With this, VPC is no longer needed from lambda call to RDS, and this means that cold start time will be lowered from seconds to milliseconds. I made a ready to use recipe (source code+deployment script+demo included) here <a href="https://coderecipe.ai/architectures/77374273" rel="nofollow">https://coderecipe.ai/architectures/77374273</a> hopefully this help others to easily onboard to this new API.
I told my AWS account manager today that this is what I wanted to see on Aurora Serverless:<p>- mysql 5.7 compatibility<p>- acting as replication master or slave<p>- faster upscaling, more likes 5s instead of 30s<p>- publicly accessible over internet (the rest of RDS has this)<p>- aurora parallel query built in<p>- aurora multi master built in<p>Basically, I asked for one product to merge all their interesting features. That sounds nice and like a one-size-fits all database. I would very much like to use it in production. It would require very little maintenance.
I wonder what effect this may have for AWS Lambdas connecting to a DB for synchronous calls (e.g. through API gateway). The biggest issue with Lambdas IMO is the cold start time. If your Lambda is in a VPC the cold start time is around 8-10 <i>seconds</i>, and if you have decent security practices your database will be in a VPC. I know AWS said they would be working on improving Lambda VPC cold start times, but would like to know if using Aurora Serverless with these kind of "connectionless connections" would also get rid of the need to be in a VPC. I've used Aurora (and really, really liked it) but I haven't used Aurora Serverless.
Another cool thing about this is it avoids the connection pool issue with Lambda (where concurrent requests cant reuse connections).<p>Aurora is already pretty good at handling a lot of connections but this is even better.
The beta version seemed like it had pretty poor performance: <a href="https://www.jeremydaly.com/aurora-serverless-data-api-a-first-look/" rel="nofollow">https://www.jeremydaly.com/aurora-serverless-data-api-a-firs...</a><p>Does anyone have performance feedback now that it is no longer beta?
... Don't you have to establish an HTTPS connection to use this API? Is that really easier than using the existing MySQL protocol? Or is it really so horrible that HTTPS is faster?<p>Things establishing new connections will never be as fast as things reusing existing connections. It seems wasteful to ignore this.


Scan the listing below for lines with the word "figure". Report how many there are, as a number alone.

- - -

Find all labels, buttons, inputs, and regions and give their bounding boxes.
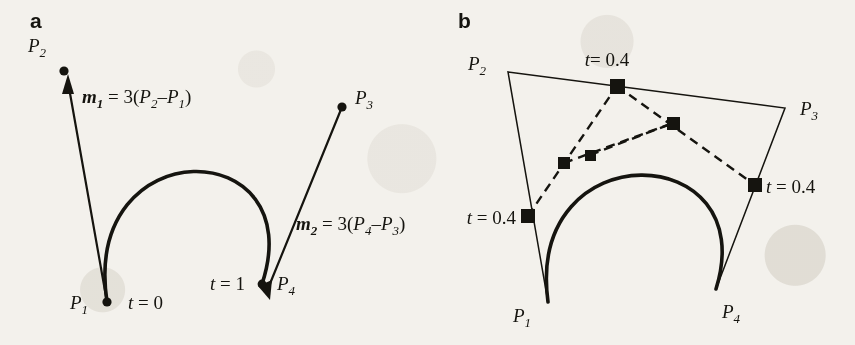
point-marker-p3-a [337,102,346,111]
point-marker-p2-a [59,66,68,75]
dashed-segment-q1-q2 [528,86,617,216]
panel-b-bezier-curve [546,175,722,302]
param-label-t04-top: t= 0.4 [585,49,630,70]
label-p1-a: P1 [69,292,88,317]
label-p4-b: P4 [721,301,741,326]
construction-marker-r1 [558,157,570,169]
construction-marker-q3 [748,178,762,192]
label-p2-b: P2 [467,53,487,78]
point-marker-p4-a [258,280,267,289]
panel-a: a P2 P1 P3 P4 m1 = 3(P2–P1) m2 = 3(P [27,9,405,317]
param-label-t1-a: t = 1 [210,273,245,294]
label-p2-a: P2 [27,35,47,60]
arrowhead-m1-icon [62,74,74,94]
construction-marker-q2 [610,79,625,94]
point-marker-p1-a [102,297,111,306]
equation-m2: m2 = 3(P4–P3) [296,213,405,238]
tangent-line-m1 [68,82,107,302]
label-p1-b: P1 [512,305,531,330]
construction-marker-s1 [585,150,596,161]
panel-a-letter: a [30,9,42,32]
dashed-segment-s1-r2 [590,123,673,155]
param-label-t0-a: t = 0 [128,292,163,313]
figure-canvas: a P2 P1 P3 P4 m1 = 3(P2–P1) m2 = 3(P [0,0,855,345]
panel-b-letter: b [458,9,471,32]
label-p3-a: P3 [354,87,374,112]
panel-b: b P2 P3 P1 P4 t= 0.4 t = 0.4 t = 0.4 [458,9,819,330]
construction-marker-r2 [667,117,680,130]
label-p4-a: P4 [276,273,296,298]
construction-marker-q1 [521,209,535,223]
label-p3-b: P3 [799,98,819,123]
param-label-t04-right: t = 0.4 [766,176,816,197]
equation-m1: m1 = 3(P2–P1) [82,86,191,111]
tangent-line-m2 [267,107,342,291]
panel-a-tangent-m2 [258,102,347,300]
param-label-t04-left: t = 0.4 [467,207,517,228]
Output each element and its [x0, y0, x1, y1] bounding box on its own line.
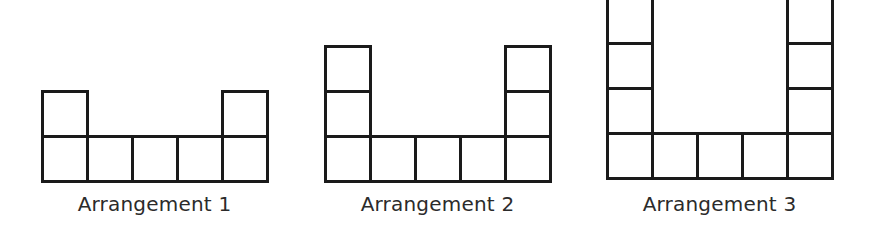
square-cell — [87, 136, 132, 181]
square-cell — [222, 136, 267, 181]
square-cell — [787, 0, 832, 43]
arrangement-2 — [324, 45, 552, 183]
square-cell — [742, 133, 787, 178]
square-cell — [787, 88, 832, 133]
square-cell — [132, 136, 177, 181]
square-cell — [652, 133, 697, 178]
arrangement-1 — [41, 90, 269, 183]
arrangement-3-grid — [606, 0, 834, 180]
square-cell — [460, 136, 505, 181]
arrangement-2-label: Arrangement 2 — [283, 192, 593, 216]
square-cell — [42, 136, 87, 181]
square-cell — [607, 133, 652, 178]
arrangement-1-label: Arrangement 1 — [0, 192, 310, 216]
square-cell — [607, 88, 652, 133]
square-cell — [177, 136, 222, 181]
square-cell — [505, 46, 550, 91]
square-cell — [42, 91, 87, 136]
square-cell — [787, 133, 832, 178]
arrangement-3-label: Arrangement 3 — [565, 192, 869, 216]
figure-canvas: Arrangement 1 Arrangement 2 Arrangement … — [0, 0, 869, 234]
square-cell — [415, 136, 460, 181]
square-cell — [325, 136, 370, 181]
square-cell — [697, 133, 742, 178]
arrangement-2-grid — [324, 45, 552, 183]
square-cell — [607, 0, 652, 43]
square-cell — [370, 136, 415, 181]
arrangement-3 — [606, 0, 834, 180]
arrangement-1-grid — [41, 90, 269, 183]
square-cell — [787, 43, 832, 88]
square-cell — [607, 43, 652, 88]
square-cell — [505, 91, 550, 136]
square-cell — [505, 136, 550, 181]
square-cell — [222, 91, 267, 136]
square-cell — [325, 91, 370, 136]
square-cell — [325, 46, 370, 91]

- - -

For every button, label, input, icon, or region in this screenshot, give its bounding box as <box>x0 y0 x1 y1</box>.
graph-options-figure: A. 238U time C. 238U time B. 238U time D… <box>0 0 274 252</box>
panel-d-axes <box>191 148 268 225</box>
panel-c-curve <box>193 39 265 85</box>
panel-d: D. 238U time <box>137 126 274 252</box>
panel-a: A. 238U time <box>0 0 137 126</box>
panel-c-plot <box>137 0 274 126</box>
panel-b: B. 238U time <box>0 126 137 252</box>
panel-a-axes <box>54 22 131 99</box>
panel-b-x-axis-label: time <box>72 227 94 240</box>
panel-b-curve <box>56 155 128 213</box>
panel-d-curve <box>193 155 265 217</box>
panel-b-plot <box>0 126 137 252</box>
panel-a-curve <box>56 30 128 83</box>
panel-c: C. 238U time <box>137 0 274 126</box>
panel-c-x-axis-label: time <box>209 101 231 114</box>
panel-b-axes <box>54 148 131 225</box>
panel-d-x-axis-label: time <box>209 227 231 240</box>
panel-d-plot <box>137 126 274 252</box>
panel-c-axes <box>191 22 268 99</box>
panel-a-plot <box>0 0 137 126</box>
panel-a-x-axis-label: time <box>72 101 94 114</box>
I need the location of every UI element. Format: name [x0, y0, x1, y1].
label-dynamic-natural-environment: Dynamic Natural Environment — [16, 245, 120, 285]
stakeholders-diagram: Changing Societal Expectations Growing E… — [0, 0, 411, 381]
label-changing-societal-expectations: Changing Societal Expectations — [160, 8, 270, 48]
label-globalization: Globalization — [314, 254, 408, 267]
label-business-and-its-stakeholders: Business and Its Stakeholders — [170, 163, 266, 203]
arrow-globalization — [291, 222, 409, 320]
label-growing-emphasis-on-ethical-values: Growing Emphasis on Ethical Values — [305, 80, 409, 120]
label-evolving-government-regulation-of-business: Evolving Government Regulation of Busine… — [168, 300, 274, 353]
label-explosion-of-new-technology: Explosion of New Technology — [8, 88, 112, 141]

- - -

§ **Answer to the exercise**
3